Revenge does come – not from me, but from a mammal able to flow like quicksilver between the gaps in the slate walls just like a vole or mouse: the weasel. At last, a wild animal that’s glad I’ve got in the way and designed it a perfect hunting ground. You’re welcome, Mustela nivalis, come again soon. My patch is your platter.

My pond earns me kudos as nature’s ally.

Also and especially welcome are slow worms and common lizards. Both are prolific, permanent residents here, their numbers increasing as the garden has taken shape. Hot slate is sun-basking summer heaven for these cold-blooded reptiles that make my patch their home. Unlike much wild life, they stick around, benefiting from the fact that there’s actually a garden here, as it’s now a mix of smaller habitats, each intertwined with the next, which is more ecologically diverse than the bracken-riddled bank it’s been fashioned from. Watching a laid-back lizard picking off ants, while basking atop an anthill, always brings a smile; I feel much more an ally than an obstruction.

Nature’s ally mode is what led me to put in my small pond – a self-contained living ecosystem in its own right. Aside from a small stream below the garden, there was no open water before the garden came about, so I’ve chalked the pond up as a win-win for both nature and gardener. Big fat frogs cool off here, newts cavort, bees stop to drink (voles, too, bless them), damselflies scope it out, while adult gnats and mosquitoes emerge as airborne food for bats. A heron dropped by once, a real and, on lift-off, startling treat.

Big, obvious wild life is unmissable, but I’m mindful of the intricate, criss-crossed web of life pulsing away under my garden; the roots of nearby sessile oaks, hazels, hollies and willows, plus those of the plants I grow; the tireless work of earthworms and other soil fauna; and the multidimensional web of fungal mycelium linking it all together.

Toadstools remind me of the life teeming beneath my feet.

I’ll never know if the barely understood subterranean world sees me and my garden as a barrier, but if the plants I grow are anything to go by, I’d say we’re getting along OK. I aim to tread lightly, in every sense.

Frequent flushes of toadstools tell me that fungi are flourishing in the beds where I’m building up fertility and humus using green wood chips; the decaying chips, wrapped in pale hyphae – that delicious mushroomy smell! – are creating soil while sinking away a little carbon.
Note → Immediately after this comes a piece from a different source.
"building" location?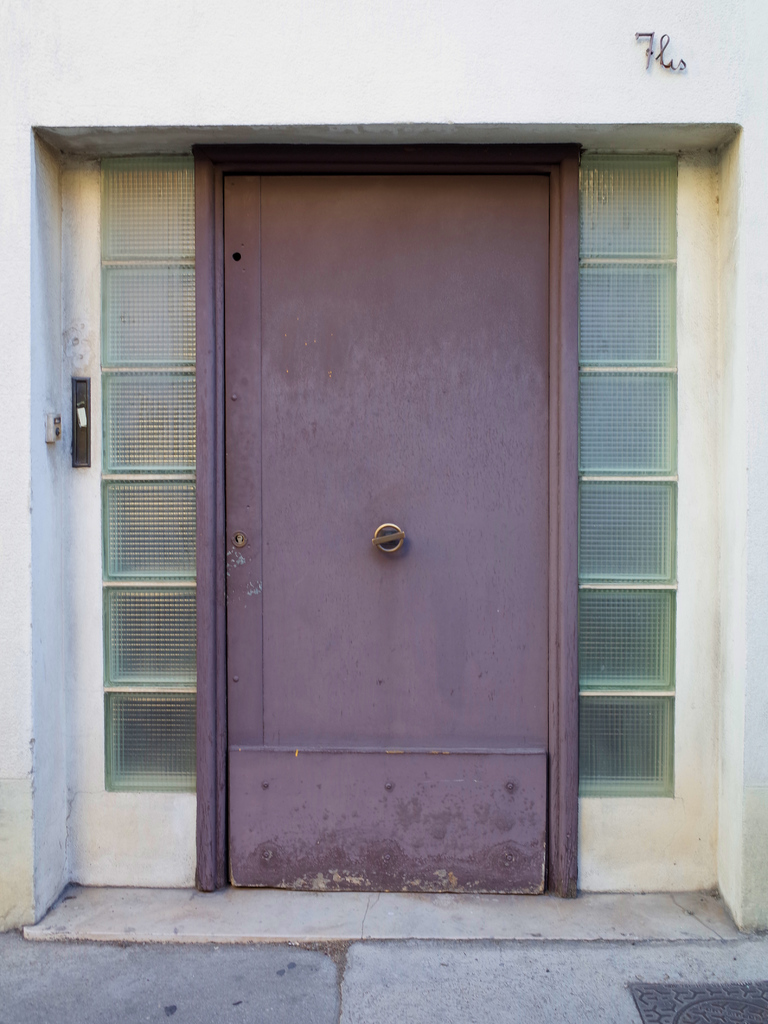
{"x1": 0, "y1": 0, "x2": 767, "y2": 935}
So perhaps it’s an advantage to fungi to have this gardener around, helping to nourish and build earth’s own living internet. The pollen- and nectar-rich dahlias and other flowers (dandelions very soon), nourished by my fungi-filled soil, refuel and sustain insect visitors – hopefully another good reason for me and the garden to be here in the non-stop flow of wildness.

Dusk falls as the titmice make a final sweep. A blackbird ruckus erupts in the wood – likely a prowling cat. Tawny owls call unseen from the oaks. To the vole peering from its nook, I’m a blur. Teck teck teck from a restless wren is all the hint I need: time to shove off.